Choose a reason for hiding this comment
The reason will be displayed to describe this comment to others. Learn more.
Just to be sure: this cast here is always right because of the typeFilter
and classFilter
you're using above which guarantee you'll obtain CtTypeReference, right?
There was a problem hiding this comment.
Choose a reason for hiding this comment
The reason will be displayed to describe this comment to others. Learn more.
This case is always right because SuperInheritanceHierarchyFunction
by default always returns TypeReferences. My origin code declared it explicitly on line 145 where was
//internally it works always with references
.returnTypeReferences(true)
but Martin cleared that ;-)
* FOUND! we are in super inheritance hierarchy, which extends from an searched super type(s). | ||
* All `currentSubTypes` are sub types of searched super type | ||
*/ | ||
while (currentSubTypes.size() > 0) { |
There was a problem hiding this comment.
Choose a reason for hiding this comment
The reason will be displayed to describe this comment to others. Learn more.
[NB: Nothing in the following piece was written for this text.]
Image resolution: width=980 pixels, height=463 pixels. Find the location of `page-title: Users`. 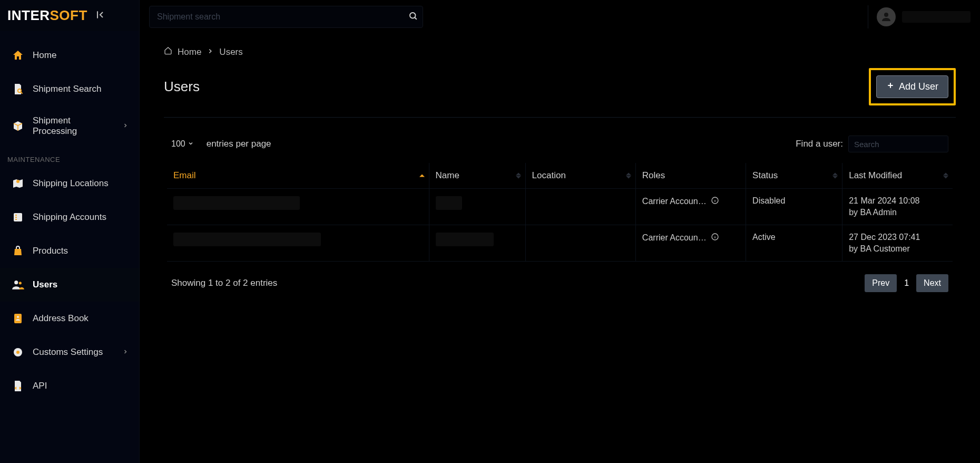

In fact, this part remains unclear to me: as far as I understand, you assume that the elements are returned with the following order: first the leaves, and then the superclasses/interfaces, right? This is a contract of the SuperInheritanceHierarchyFunction
? Because I'm not sure to understand that when I'm reading its documentation.
There was a problem hiding this comment.
Choose a reason for hiding this comment
The reason will be displayed to describe this comment to others. Learn more.
first the leaves, and then the superclasses/interfaces, right?
right. it is the contract of SuperInheritanceHierarchyFunction
. It should be written in javadoc of SuperInheritanceHierarchyFunction class.